They also sold a weight-loss supplement pill purportedly containing Hoodia gordonii, a cactus-like plant found in southern Africa that supposedly could cause users to lose up to six pounds a week. The FTC charged that the claims were false and violated US federal law.

The network recruited spammers around the world to send billions of spam messages directing consumers to websites operated by an affiliate program called “Affking.”

It said some security researchers believe that at one time, nearly one-third of the world’s spam e-mail came from a network of compromised computers, often referred to as a ‘botnet,’ that sent spam promoting the defendants’ websites.

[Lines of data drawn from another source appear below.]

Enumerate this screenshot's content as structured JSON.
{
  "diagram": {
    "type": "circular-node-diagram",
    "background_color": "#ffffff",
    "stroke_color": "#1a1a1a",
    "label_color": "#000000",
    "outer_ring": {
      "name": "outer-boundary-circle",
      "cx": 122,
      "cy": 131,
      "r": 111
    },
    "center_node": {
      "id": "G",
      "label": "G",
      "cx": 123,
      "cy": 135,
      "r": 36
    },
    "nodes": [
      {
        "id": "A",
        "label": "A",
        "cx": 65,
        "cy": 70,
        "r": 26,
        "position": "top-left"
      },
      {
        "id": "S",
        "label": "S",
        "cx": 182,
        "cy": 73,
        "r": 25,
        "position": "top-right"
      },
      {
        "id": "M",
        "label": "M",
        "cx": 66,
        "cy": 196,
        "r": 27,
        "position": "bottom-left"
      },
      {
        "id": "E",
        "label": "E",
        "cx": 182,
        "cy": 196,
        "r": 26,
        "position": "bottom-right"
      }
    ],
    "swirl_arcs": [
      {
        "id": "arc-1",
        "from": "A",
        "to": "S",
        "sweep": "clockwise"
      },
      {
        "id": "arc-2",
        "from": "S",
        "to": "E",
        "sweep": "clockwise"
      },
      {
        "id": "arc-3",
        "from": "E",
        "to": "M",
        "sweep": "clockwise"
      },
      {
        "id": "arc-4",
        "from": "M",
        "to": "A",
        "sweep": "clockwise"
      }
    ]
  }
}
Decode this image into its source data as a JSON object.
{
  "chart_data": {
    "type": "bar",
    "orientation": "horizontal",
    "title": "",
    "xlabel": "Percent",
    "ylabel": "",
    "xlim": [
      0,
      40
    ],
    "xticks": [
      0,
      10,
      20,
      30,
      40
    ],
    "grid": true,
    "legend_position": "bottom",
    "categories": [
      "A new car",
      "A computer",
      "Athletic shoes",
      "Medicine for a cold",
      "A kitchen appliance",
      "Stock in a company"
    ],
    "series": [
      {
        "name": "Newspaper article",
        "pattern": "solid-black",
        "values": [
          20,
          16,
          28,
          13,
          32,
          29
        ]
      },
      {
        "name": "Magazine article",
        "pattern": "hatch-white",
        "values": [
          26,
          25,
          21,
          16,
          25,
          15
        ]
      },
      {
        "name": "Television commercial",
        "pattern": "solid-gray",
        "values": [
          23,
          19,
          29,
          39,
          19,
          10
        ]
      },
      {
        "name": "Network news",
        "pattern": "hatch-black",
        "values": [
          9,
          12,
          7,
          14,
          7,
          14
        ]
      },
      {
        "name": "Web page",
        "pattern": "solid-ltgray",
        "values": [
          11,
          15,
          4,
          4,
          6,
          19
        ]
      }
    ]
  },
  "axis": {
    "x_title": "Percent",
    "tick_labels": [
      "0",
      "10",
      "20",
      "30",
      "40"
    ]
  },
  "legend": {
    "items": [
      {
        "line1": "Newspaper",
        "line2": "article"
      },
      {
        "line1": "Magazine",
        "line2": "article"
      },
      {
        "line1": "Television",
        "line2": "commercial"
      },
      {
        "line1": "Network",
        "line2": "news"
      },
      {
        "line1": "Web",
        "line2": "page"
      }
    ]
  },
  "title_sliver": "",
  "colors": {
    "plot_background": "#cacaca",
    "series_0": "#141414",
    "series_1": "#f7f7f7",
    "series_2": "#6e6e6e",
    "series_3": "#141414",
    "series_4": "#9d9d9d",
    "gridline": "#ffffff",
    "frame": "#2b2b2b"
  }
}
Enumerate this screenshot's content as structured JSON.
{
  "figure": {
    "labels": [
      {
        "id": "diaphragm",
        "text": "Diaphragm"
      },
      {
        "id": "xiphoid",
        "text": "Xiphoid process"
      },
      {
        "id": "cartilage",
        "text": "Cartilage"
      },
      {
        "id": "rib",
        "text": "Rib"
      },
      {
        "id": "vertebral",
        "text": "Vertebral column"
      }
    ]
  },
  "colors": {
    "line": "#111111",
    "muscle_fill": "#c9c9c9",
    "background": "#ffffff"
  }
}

Their enterprise included participants in Australia, New Zealand, China, India, Russia, Canada, and the United States.

Lance Atkinson and Jody Smith of Texas ran the operation along with four companies they control: Inet Ventures Pty Ltd., Tango Pay Inc., Click Fusion Inc., and TwoBucks Trading Limited.

The FTC’s complaint alleges that both Atkinson and Smith are liable for the spamming. It holds Lance Atkinson responsible for all product claims, and Smith liable for claims made for the pharmaceutical products.

In June 2005, the FTC obtained a US$2.2 million judgment against Atkinson and another business partner for running a similar spam affiliate program that marketed herbal products.